Coleen Rowley brought several of the pre 9/11 lapses to light and testified to the Senate Judiciary Committee on some of the endemic problems facing the FBI and the intelligence community.

In 2002, this FBI special agent alleged that the agency had failed to act on information provided by agents in Minnesota about one of the figures in the terrorist attacks of Sept. 11, 2001.

Ms. Rowley's memo to FBI Director Robert Mueller in connection with the Joint Intelligence Committee's Inquiry led to a two-year-long Department of Justice Inspector General investigation. She was one of three whistleblowers chosen as Person of the Year by TIME magazine.

In April 2003, following an unsuccessful and highly criticized attempt to warn the Director and other administration officials about the dangers of launching the invasion of Iraq, Ms. Rowley stepped down from her (GS-14) legal position to resume her position as a (GS-13) FBI Special Agent. She retired from the FBI at the end of 2004 and now speaks publicly to various groups, ranging from school children to business/professional/civic groups, on two different topics: ethical decision-making and "balancing civil liberties with the need for effective investigation."

She also ran for Congress in 2006 but was not elected.

9. Sherron Watkins

An executive for the Enron Corp., she helped expose the seemingly formidable company in 2001 and 2002 as one assembled on enormous financial lies and frauds. Along with Coleen Rowley and WorldCom's Cynthia Cooper, she was one of three whistleblowers named Time magazine's Persons of the Year in 2002.

10. Bradley Manning

The Army soldier was court-martialed at Fort Meade, Md., in the summer of 2013 for documents provided to WikiLeaks. A judge sentenced Pfc. Bradley Manning to 35 years in prison, bringing to a close the government’s determined pursuit of the Army intelligence analyst who leaked the largest cache of classified documents in U.S. history.

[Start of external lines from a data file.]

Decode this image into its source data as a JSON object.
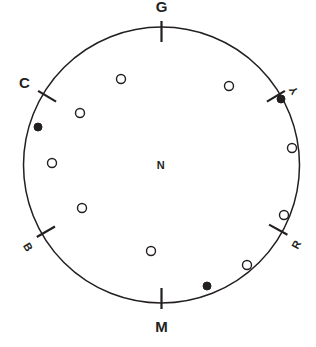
{
  "figure": {
    "background_color": "#ffffff",
    "ink_color": "#231f20"
  },
  "chart_data": {
    "type": "scatter",
    "subtitle": "",
    "xlabel": "",
    "ylabel": "",
    "coordinate_system": "polar",
    "grid": false,
    "legend_position": "none",
    "circle": {
      "center_x": 161.5,
      "center_y": 165.0,
      "radius": 138.0,
      "stroke_color": "#231f20",
      "stroke_width": 1.5
    },
    "axis_labels": [
      {
        "text": "G",
        "name": "green",
        "angle_deg": 90,
        "tick": true,
        "label_radius": 158,
        "style": "major"
      },
      {
        "text": "Y",
        "name": "yellow",
        "angle_deg": 31,
        "tick": true,
        "label_radius": 158,
        "style": "minor"
      },
      {
        "text": "R",
        "name": "red",
        "angle_deg": -29,
        "tick": true,
        "label_radius": 158,
        "style": "minor"
      },
      {
        "text": "M",
        "name": "magenta",
        "angle_deg": -90,
        "tick": true,
        "label_radius": 162,
        "style": "major"
      },
      {
        "text": "B",
        "name": "blue",
        "angle_deg": -150,
        "tick": true,
        "label_radius": 158,
        "style": "minor"
      },
      {
        "text": "C",
        "name": "cyan",
        "angle_deg": 149,
        "tick": true,
        "label_radius": 160,
        "style": "major"
      }
    ],
    "center_label": {
      "text": "N",
      "name": "neutral",
      "x": 161,
      "y": 165
    },
    "points": [
      {
        "x": 121,
        "y": 79,
        "marker": "open",
        "radius_px": 4.5
      },
      {
        "x": 229,
        "y": 86,
        "marker": "open",
        "radius_px": 4.5
      },
      {
        "x": 80,
        "y": 113,
        "marker": "open",
        "radius_px": 4.5
      },
      {
        "x": 38,
        "y": 127,
        "marker": "filled",
        "radius_px": 4.5
      },
      {
        "x": 281,
        "y": 99,
        "marker": "filled",
        "radius_px": 4.5
      },
      {
        "x": 292,
        "y": 148,
        "marker": "open",
        "radius_px": 4.5
      },
      {
        "x": 52,
        "y": 163,
        "marker": "open",
        "radius_px": 4.5
      },
      {
        "x": 82,
        "y": 208,
        "marker": "open",
        "radius_px": 4.5
      },
      {
        "x": 284,
        "y": 215,
        "marker": "open",
        "radius_px": 4.5
      },
      {
        "x": 151,
        "y": 251,
        "marker": "open",
        "radius_px": 4.5
      },
      {
        "x": 247,
        "y": 265,
        "marker": "open",
        "radius_px": 4.5
      },
      {
        "x": 207,
        "y": 286,
        "marker": "filled",
        "radius_px": 4.5
      }
    ],
    "marker_legend": {
      "open": "open circle",
      "filled": "filled circle"
    }
  }
}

The long prison term is an attempt to hearten national security officials who have been unnerved by the subsequent leaks from former National Security Agency contractor Edward Snowden. Manning’s conviction may also encourage the government to bring charges against the man who was necessary for the publication of the documents, Julian Assange, the founder of WikiLeaks.

Manning, 25, was acquitted of the most severe charge he faced — aiding the enemy — but was convicted of various other counts, including violations of the Espionage Act, for copying and distributing classified military field reports, State Department cables, and assessments of detainees held at Guantanamo Bay, Cuba.

Manning reiterated his reasons for leaking classified material, saying he had “started to question the morality” of U.S. policy. Manning added that he will serve his time “knowing sometimes you pay a heavy price to live in a free country.”

11. Edward Snowden

Snowden left his job as a National Security Agency contractor in Hawaii in 2013, with thousands of the U.S. government’s most closely held secrets in his possession. In the course of his work, Snowden had learned things that dismayed him, and numerous secrets soon found their way onto the front pages of the world’s newspapers, earning him his reputation as the post-9/11 Ellsberg.

In “The Leaky Leviathan,” a study published in 2013, in the Harvard Law Review, David Pozen attempts to explain a puzzle. Strict laws forbid government officials from disclosing secrets, yet leaking has been a consistent feature of American political life. Since the passing of the Espionage Act, in 1917, the federal government has prosecuted around a dozen cases regarding media leaks of state secrets. That’s an astonishingly minute number. Pozen, a Columbia law professor, cites one estimate that, between 1949 and 1969, 2.3 percent of the front-page stories in the Times and the Washington Post were based on government leaks.

Another study looked at just the first six months of 1986 and found that a hundred and forty-seven stories in the country’s eight primary newspapers were based on leaks. The entire career of Bob Woodward, perhaps the best-selling political writer of his generation, is based on leaks. And yet, with a few symbolic exceptions, nothing is done.

Why don't we give power to the truth, and speak truth to power?